I agree with wrightta I personally would rather have this to Aquaitect's will because i can use it to limit my opponent i run this in my merfolk while i make all there lands islands with this spreading seas and quicksilver fountain to slow my opponent down i eat them away with island walk merfolk
EpicBroccoli
☆☆☆☆☆ (0.0/5.0)
Mana denial is great. Spreading seas keeps tempo though.
Belz_
★★★★★ (5.0/5.0)(6 votes)
That has to be my favourite flavour text, ever.
luca_barelli
★★★★★ (5.0/5.0)(1 vote)
Some of Magic's funniest flavor text, plus its a decent disruption effect. Me gusta.
bigdiff7
☆☆☆☆☆ (0.0/5.0)
Question: Does this remove Tap abilities from Non-Basic lands and turn the land into a regular island or does that non-basic keep its Tap abilities?
MagicBrad
☆☆☆☆☆ (0.0/5.0)
@bigdiff7 - This card turns the enchanted land into an Island. As such, it will lose all abilities and mana production abilities it has, and the only ability would be ": Add to your mana pool." If it were to say "Enchanted land is an Island in addition to its other types", then it would retain other such abilities and be able to tap for in addition to other mana or abilities it had. This changes it to strictly act as an Island.

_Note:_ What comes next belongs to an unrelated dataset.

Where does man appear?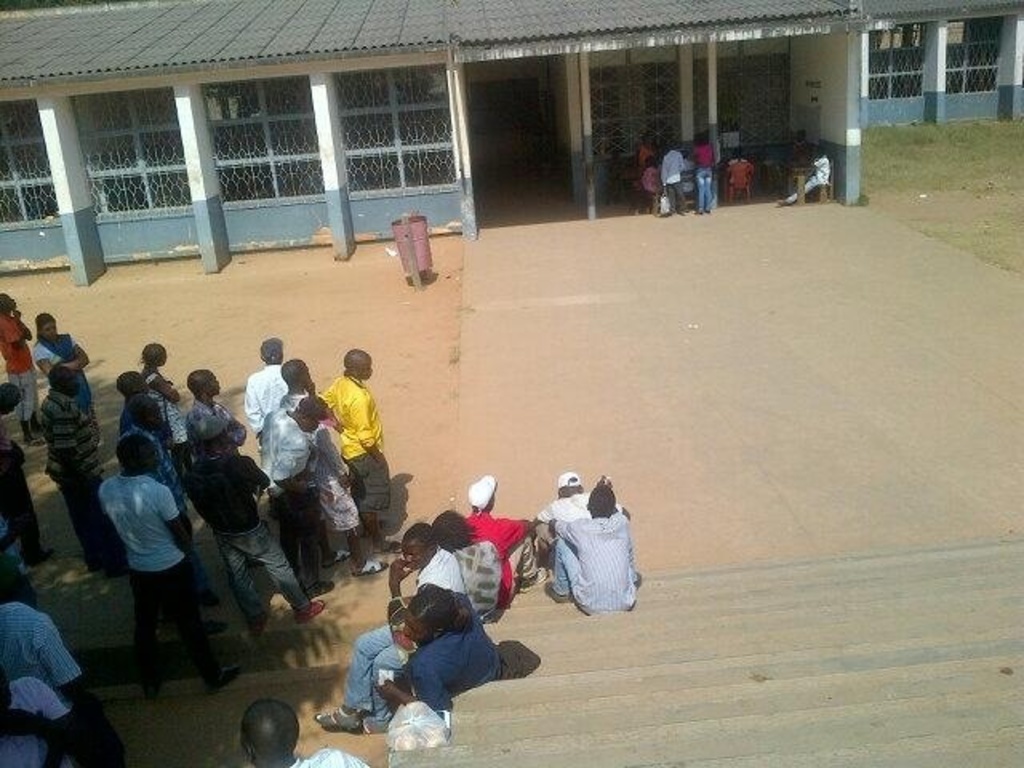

An obvious strategy for this card would be mana-fixing, if you had an extra land of another type but were short an Island for certain spells. Another idea would be to target an opponent's land, which may colour-screw them, and also makes any Islandwalk creatures you have become unblockable until the Enchantment is countered. A play-set could be pretty handy in an Islandwalk Merfolk deck, for example, especially in the early turns with a control-geared deck against, say, a red aggro player.
Comments (9)
yet i prefer Aquitect's Will, though.
An obvious strategy for this card would be mana-fixing, if you had an extra land of another type but were short an Island for certain spells. Another idea would be to target an opponent's land, which may colour-screw them, and also makes any Islandwalk creatures you have become unblockable until the Enchantment is countered. A play-set could be pretty handy in an Islandwalk Merfolk deck, for example, especially in the early turns with a control-geared deck against, say, a red aggro player.